Hello everyone, I have a traditional (US) ceiling fan with a light kit (2 e26 bulbs). The fan has two pull chains, one for the light, the other for the fan (AC, reversible 3 speed). The wall switch is a basic toggle switch with no neutral in the box (just line/load). I am setting my house up in Home Assistant and am trying to use Thread devices where possible. I have a few requirements I am trying to meet and looking to explore my options within the White Series.
Requirements:
lights are dimmable (currently using nanoleaf smart bulbs for this purpose, but open to change)
all three levels of fan speed are available for use
wall switch can at minimum turn the lights on and off (without cutting power to smart bulbs, assuming they are needed to meet #1)
Nice to have (in order of desire):
A) light dimming is controllable at switch
B) light controllable via Home Assistant (via Matter/Thread)
C) fan speed is controllable at switch - less critical than lights, continued use of pull chain off/high/med/low is acceptable
D) fan controllable via Home Assistant (via Matter/Thread)
My current idea is to install the White Series Smart Dimmer (likely with a bypass?). If I understand correctly, I can setup the switch in smart bulb mode, thus the fan/light will always have power. I can then create automatons in Home Assistant to control the smart bulbs (i.e. up toggle pressed, turn on bulbs, down toggle pressed, turn off bulbs). The fan would then be controllable only by the pull chain (off/high/med/low). With this idea, I believe I meet all three of my requirements, but only one nice-to-have (B).
First, would my current idea work? In particular I am wondering if I am correct in understanding that in smart bulb mode, the load will always receive ~120V, thus not impacting the fans operation (i.e. incompatibility of light dimmers with fan motors).
Second, are there any options to help achieve the other nice-to-haves? e.g. using the fan/light canopy, fan switch, etc.
No. You cannot have an inductive load (like a fan) pass through a dimmer switch in any mode. This is because the power will always go through the dimming circuitry which cannot handle motor loads.
Install the fan canopy in the fan, rewire the wires going to the switch to provide a hot and a neutral and then install a dimmer switch with no load as your switch. The dimmer will now work since it has a hot and a neutral. The fan canopy will always be powered. You’ll be able to use scene controls through your hub to use multi tap sequences on the dimmer switch to control both the fan and the light via the canopy if you go with thread. If you’re willing to go with zigbee instead of thread, you’ll be able to directly bind the canopy module to the switch allowing for control without a hub.
Thanks for the reply. Unfortunately running a neutral to the switch is more effort than I care to do as it would require extensive plaster work.

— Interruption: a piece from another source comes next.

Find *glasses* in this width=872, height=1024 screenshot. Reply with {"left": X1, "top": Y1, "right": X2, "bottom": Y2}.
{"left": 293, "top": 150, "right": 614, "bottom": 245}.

Regarding: “You cannot have an inductive load (like a fan) pass through a dimmer switch in any mode.” Would the White Series Smart Fan Switch instead work as I described in my proposed solution?
@rohan 's solution is correct. You are misunderstanding the wiring, however.
When you have a hot/neutral that originate in the fan box and only have a 2-wire going to the switch box (commonly referred to as a switch loop), the solution is to rewire at the fan box to send the hot and neutral to the switch box over the two EXISTING conductors. No “running a neutral to the switch” is required, since you have two conductors (exclusive of the ground) to use for that purpose.
No. When you have a both a light and a fan that need to be powered, neither switch is rated for both types of load. The fan is only rated for inductive and then dimmer is only rated for light loads. The fan canopy is the proper solution.
No, you don’t have any plaster work to do. Since you have a switch loop today, you have 2 wires coming from the fan box to the light switch. One carries the line for the switch and the other carries the load back to the fan. You rewire at the fan box to send the neutral on that second wire instead of the load.
This works because you don’t need the hot to be switched anymore since the canopy module controls the load.
Edit: @Bry beat me to answering and gave a diagram too!
Thank you both! I was too quick to dismiss rohan’s suggestion as my mind immediately went to pulling wires, but your explanations make perfect sense.
Now I need to decide if my stubborn preference for thread is worth the lack of zigbee binding.
I’m new to the smart home concept, but thus far I have a pretty robust thread network but currently have no zigbee devices (this fan is located near my home assistant green, so it shouldn’t be much of an issue to setup).
Thread binding is supported by the hardware, just not by an hub today. So if you’re willing to wait for it indefinitely, it might show up someday lol
For what its worth, this blueprint more or less meets my needs for thread binding:
I’m currently only using it for lights (not lights + fan). That said, I’ll pick up a white series dimmer & canopy module and see how it goes for my current project.
Just one note - that’s using scene controls, not thread binding. If your hub is offline, scene controls don’t work. If thread binding was enabled, the hub is not necessary for the switch to control the canopy.